I feel relatively confident about the approach of archiving the standards data as CSV files.  With respect to the method of mapping the columns to properties and my ad hoc system for linking tables, I think it would actually be better to use the JSON metadata description files specified in the W3C standard for generating RDF from CSV files. I wasn't aware of that standard when I started working on the project, but it would probably be a better way to clarify the relationships between CSV tables and to impart meaning to their columns. 

So far the system that I created for dereferencing the rs.tdwg.org IRIs seems to be adequate.  In the long run, it might be better to use an alternative system.  One is to simply have a build script that generates all of the possible serializations as static files.  There would be a lot of them, but who cares?  They could then be served by a much simpler script that just carried out the content negotiation but did not actually have to generate the pages.  Another alternative would be to pay a professional to create a better system.  That would involve a commitment of funds on the part of TDWG.  But in either case the alternative systems could draw their data from the CSV files in rs.tdwg.org as they currently exist. 

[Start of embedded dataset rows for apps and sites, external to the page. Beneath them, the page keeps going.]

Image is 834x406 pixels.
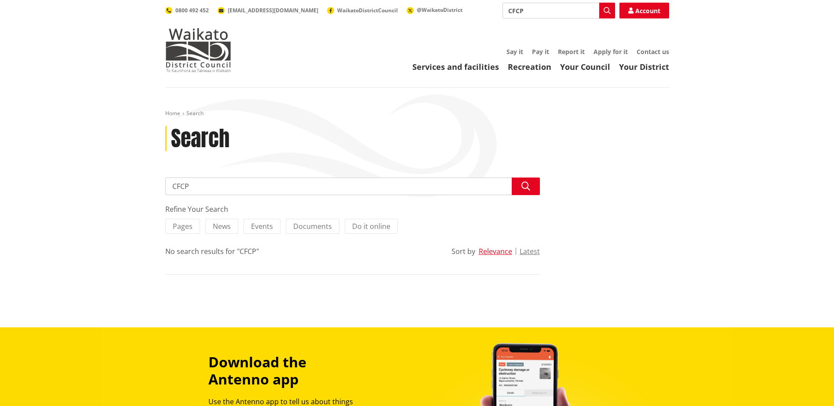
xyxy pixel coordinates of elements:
[165,110,180,117] a: Home
[620,3,669,18] a: Account
[186,110,204,117] span: Search
[520,248,540,256] button: Latest
[594,47,628,56] a: Apply for it
[479,248,512,256] button: Relevance
[165,7,209,14] a: 0800 492 452
[293,222,332,231] span: Documents
[407,6,463,14] a: @WaikatoDistrict
[637,47,669,56] a: Contact us
[175,7,209,14] span: 0800 492 452
[560,62,610,72] a: Your Council
[171,126,230,152] h1: Search
[208,354,368,388] h3: Download the Antenno app
[251,222,273,231] span: Events
[165,178,540,195] input: Search input
[218,7,318,14] a: [EMAIL_ADDRESS][DOMAIN_NAME]
[452,246,475,257] div: Sort by
[165,28,231,72] img: Waikato District Council - Te Kaunihera aa Takiwaa o Waikato
[417,6,463,14] span: @WaikatoDistrict
[213,222,231,231] span: News
[337,7,398,14] span: WaikatoDistrictCouncil
[413,62,499,72] a: Services and facilities
[165,110,669,117] nav: breadcrumb
[508,62,552,72] a: Recreation
[165,204,540,215] div: Refine Your Search
[507,47,523,56] a: Say it
[173,222,193,231] span: Pages
[619,62,669,72] a: Your District
[228,7,318,14] span: [EMAIL_ADDRESS][DOMAIN_NAME]
[558,47,585,56] a: Report it
[165,246,259,257] div: No search results for "CFCP"
[352,222,391,231] span: Do it online
[532,47,549,56] a: Pay it
[327,7,398,14] a: WaikatoDistrictCouncil
[503,3,615,18] input: Search input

When we were near the adoption of the SDS, someone asked whether the model we developed was too complicated.  My answer was that it was just complicated enough to do all of the things that people said that they wanted.  One of my goals in this implementation project was to show that it actually was possible to fully implement the SDS as we wrote it.  Although the mechanism for managing and delivering the data may change in the future, the system that I've developed shows that it's reasonable to expect that TDWG can dereference (with content negotiation) the IRIs for all of the terms that it mints, and to provide a full version history for every term, vocabulary, and document that we've published in the past.

Note: although this is the last post in this series, some people have asked about how one would actually build a new vocabulary using this system.  I'll try to write a follow-up showing how it can be done.